Something suddenly nailed me in the head, just behind my right ear. For a moment I was terrified that I'd already been ambushed by the enemy, but then the sensation of cold wetness kicked in and I realized the weapon had merely been a snowball.

Hank Schacter, Chip's seventeen-year-old brother, emerged from around the side of the motel, smirking, two more snowballs at the ready. Hank was a meathead and a jerk. I never would have willingly invited him on a mission, but as my resident adviser at spy school, he'd been brought
along as a chaperone. Somehow, he'd scored his own space—albeit an extremely cramped one that barely had room for a twin bed. “We're on a CIA mission, Ripley,” he scolded. “You can't drop your guard like that. We can't have anyone making dumb mistakes.”

“Like announcing that we're on a CIA mission in a public space?” I asked.

Hank tried to think of a response, failed, and then threw another snowball at me.

I tried to dodge it, but wasn't fast enough. It thwacked me in the chest.

“Lousy reflexes, too,” Hank chided. “You better hope the heat doesn't come down on this operation, or you're gonna be dead meat.”

I looked around for cover, but there wasn't any in the parking lot. The few cars were too far away. And there wasn't any snow nearby to fight back with; it had all been pummeled into slush.

The third snowball smacked me in the face. Snow cascaded down into my jacket.
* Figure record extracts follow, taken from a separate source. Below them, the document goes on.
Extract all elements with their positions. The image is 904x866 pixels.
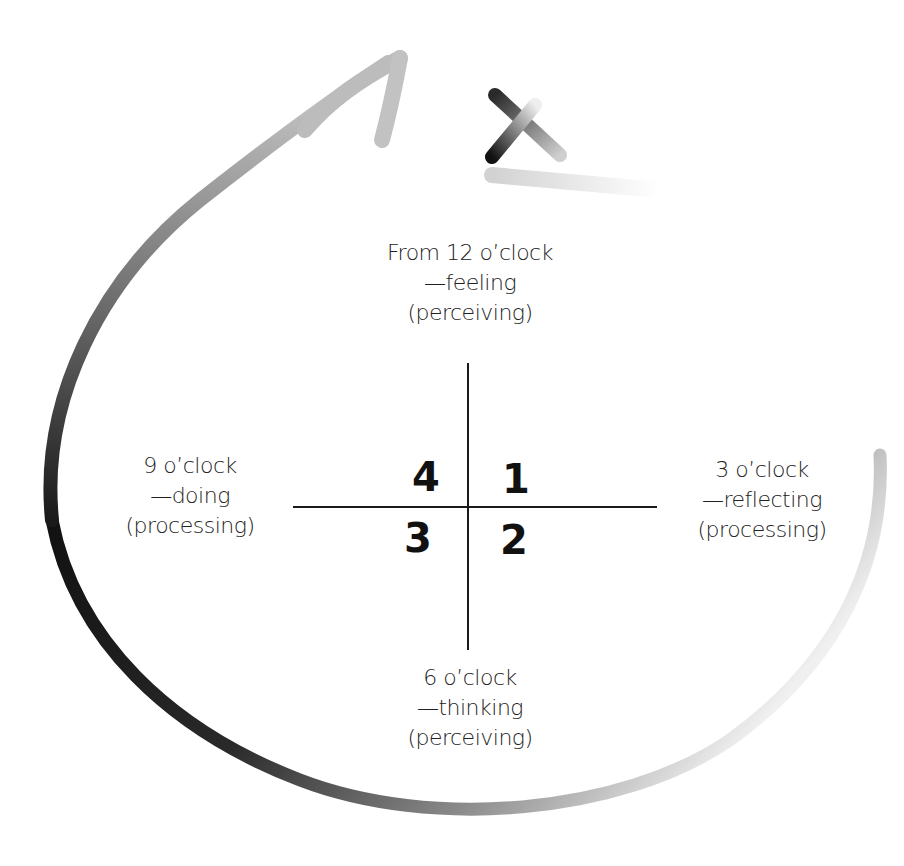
quadrant-number-3: 3 — [404, 518, 432, 558]
quadrant-number-4: 4 — [412, 457, 440, 497]
label-right-line1: 3 o’clock — [672, 455, 852, 485]
label-bottom-line2: —thinking — [370, 693, 570, 723]
label-top-line1: From 12 o’clock — [360, 238, 580, 268]
label-bottom-line3: (perceiving) — [370, 723, 570, 753]
quadrant-number-2: 2 — [500, 520, 528, 560]
label-right-3-oclock: 3 o’clock —reflecting (processing) — [672, 455, 852, 545]
label-top-12-oclock: From 12 o’clock —feeling (perceiving) — [360, 238, 580, 328]
label-top-line3: (perceiving) — [360, 298, 580, 328]
label-left-line3: (processing) — [100, 511, 280, 541]
label-right-line2: —reflecting — [672, 485, 852, 515]
label-left-line1: 9 o’clock — [100, 451, 280, 481]
label-top-line2: —feeling — [360, 268, 580, 298]
label-left-9-oclock: 9 o’clock —doing (processing) — [100, 451, 280, 541]
label-right-line3: (processing) — [672, 515, 852, 545]
cross-mark-icon — [492, 95, 660, 190]
label-bottom-6-oclock: 6 o’clock —thinking (perceiving) — [370, 663, 570, 753]
label-left-line2: —doing — [100, 481, 280, 511]
label-bottom-line1: 6 o’clock — [370, 663, 570, 693]
quadrant-number-1: 1 — [502, 459, 530, 499]
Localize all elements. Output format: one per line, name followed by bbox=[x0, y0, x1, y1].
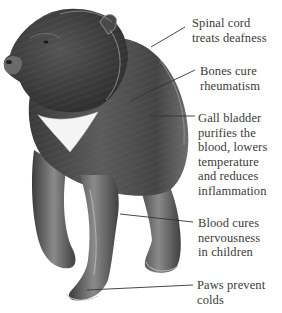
bear-head bbox=[4, 9, 128, 113]
bear-right-leg bbox=[66, 175, 119, 301]
label-spinal-cord: Spinal cord treats deafness bbox=[192, 16, 267, 45]
leader-spinal-cord bbox=[151, 27, 185, 47]
label-gall-bladder: Gall bladder purifies the blood, lowers … bbox=[198, 111, 267, 198]
bear-anatomy-diagram: Spinal cord treats deafness Bones cure r… bbox=[0, 0, 282, 313]
label-blood: Blood cures nervousness in children bbox=[198, 216, 260, 260]
label-paws: Paws prevent colds bbox=[197, 278, 265, 307]
label-bones: Bones cure rheumatism bbox=[200, 64, 260, 93]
“You're pathetic!” Hank snarled. “If you want to survive, you need to think! You need to keep your guard up at all times. If you allow yourself to be distracted for so much as one second, you're gonna end up in serious trouble.”

“Like you?” a voice asked.

Hank spun around, startled, to find Erica fifteen feet away, standing next to a large pile of snowballs. Meanwhile, Hank had thrown his last one at me and was unarmed. Instantly, his demeanor changed from cocky to weaselly. “Hold on, Erica,” he pleaded. “I was just trying to teach Ben a lesson. . . .”

“So now I'll teach you one,” Erica said. “Don't be a jerk, or
this
will happen.” With that, she unleashed a fusillade of snowballs, moving so fast Hank might as well have been shot with a snowball machine gun. Hank ran, but Erica predicted his every move, pegging him repeatedly, until he finally escaped into the safety of the lobby.